Retype, word for word, every line from the one holding "You are a GUI" through the one holding "This screenshot has height=285, width=868." in the entries below, both included, and only those lines.

- RECORDS SUPPLIED
◇ ◇ ◇ ◇ ◇
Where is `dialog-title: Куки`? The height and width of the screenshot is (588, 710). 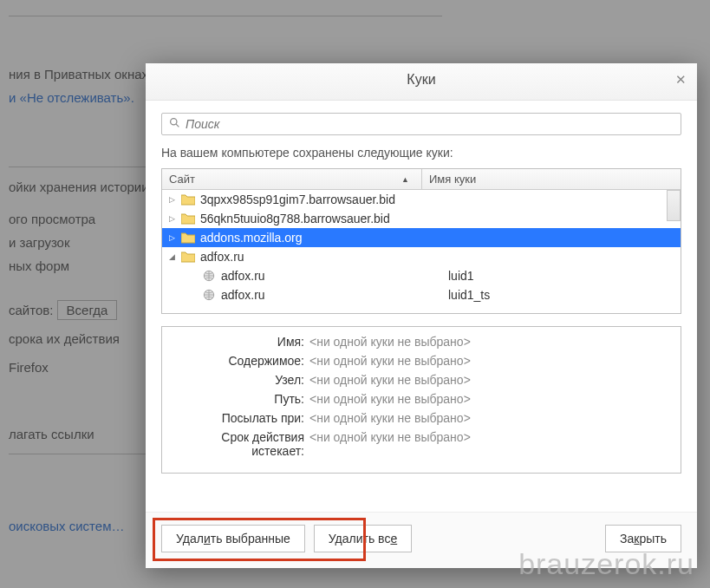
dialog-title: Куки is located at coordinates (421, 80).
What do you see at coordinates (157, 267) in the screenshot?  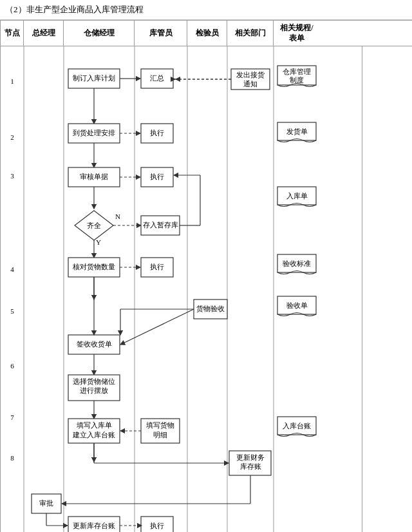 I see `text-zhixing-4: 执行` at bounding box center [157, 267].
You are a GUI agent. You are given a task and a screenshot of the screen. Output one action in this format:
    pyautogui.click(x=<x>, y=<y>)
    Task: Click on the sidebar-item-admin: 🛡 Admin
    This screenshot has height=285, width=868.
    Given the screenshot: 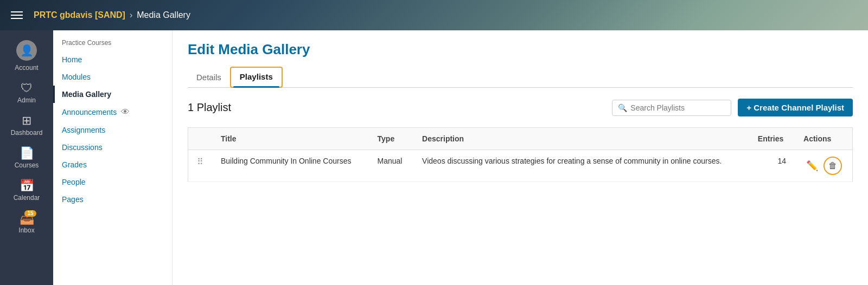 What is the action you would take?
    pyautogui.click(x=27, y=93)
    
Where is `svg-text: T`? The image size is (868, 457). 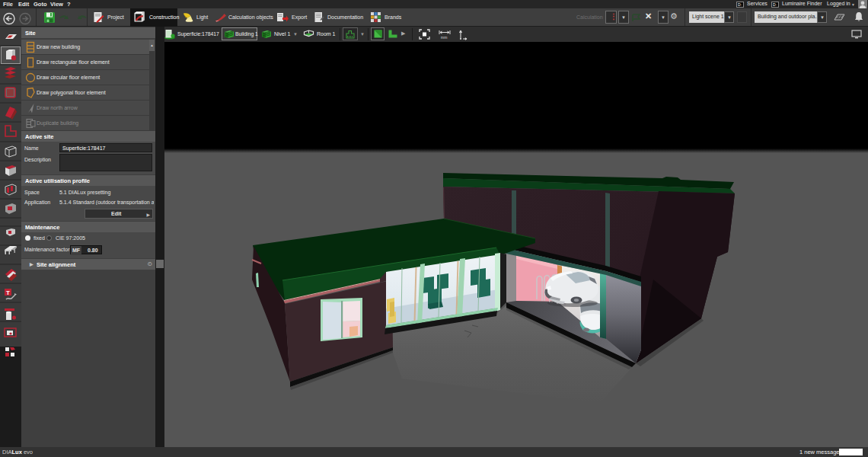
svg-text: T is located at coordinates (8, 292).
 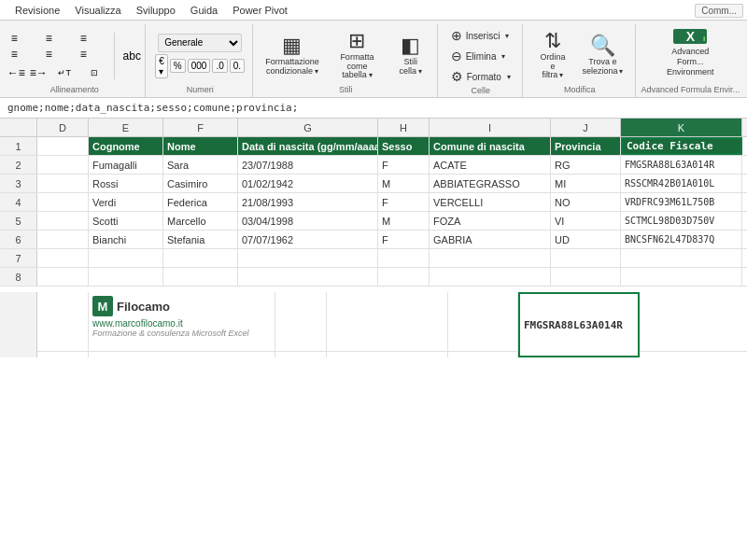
◇ ◇ ◇ ◇ ◇
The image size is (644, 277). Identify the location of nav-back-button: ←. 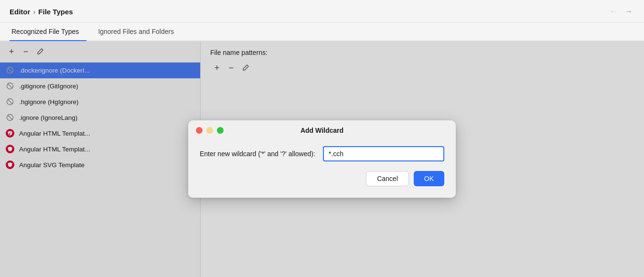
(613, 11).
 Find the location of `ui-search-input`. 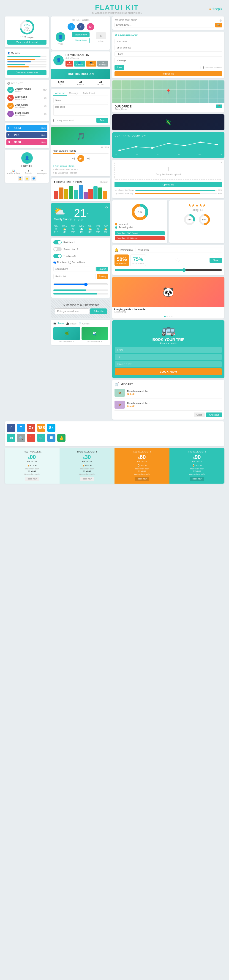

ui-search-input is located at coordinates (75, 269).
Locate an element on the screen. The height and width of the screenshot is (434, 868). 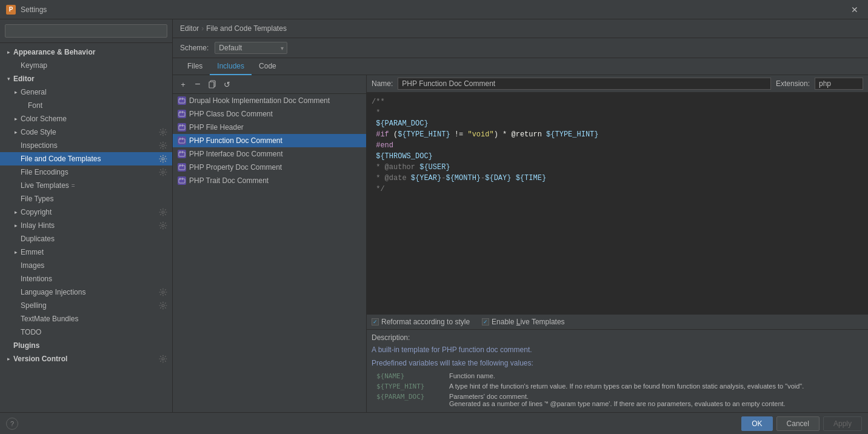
◇ ◇ ◇ ◇ ◇
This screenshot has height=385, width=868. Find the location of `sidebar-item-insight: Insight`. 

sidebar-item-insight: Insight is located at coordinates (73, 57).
◇ ◇ ◇ ◇ ◇
- OUTPUT FOR THIS TASK
You are a GUI agent. You are given a task and a screenshot of the screen. Output one action in this format:
    pyautogui.click(x=<x>, y=<y>)
    Task: Click on the sidebar-item-admin: 🛡 Admin
    This screenshot has height=285, width=868.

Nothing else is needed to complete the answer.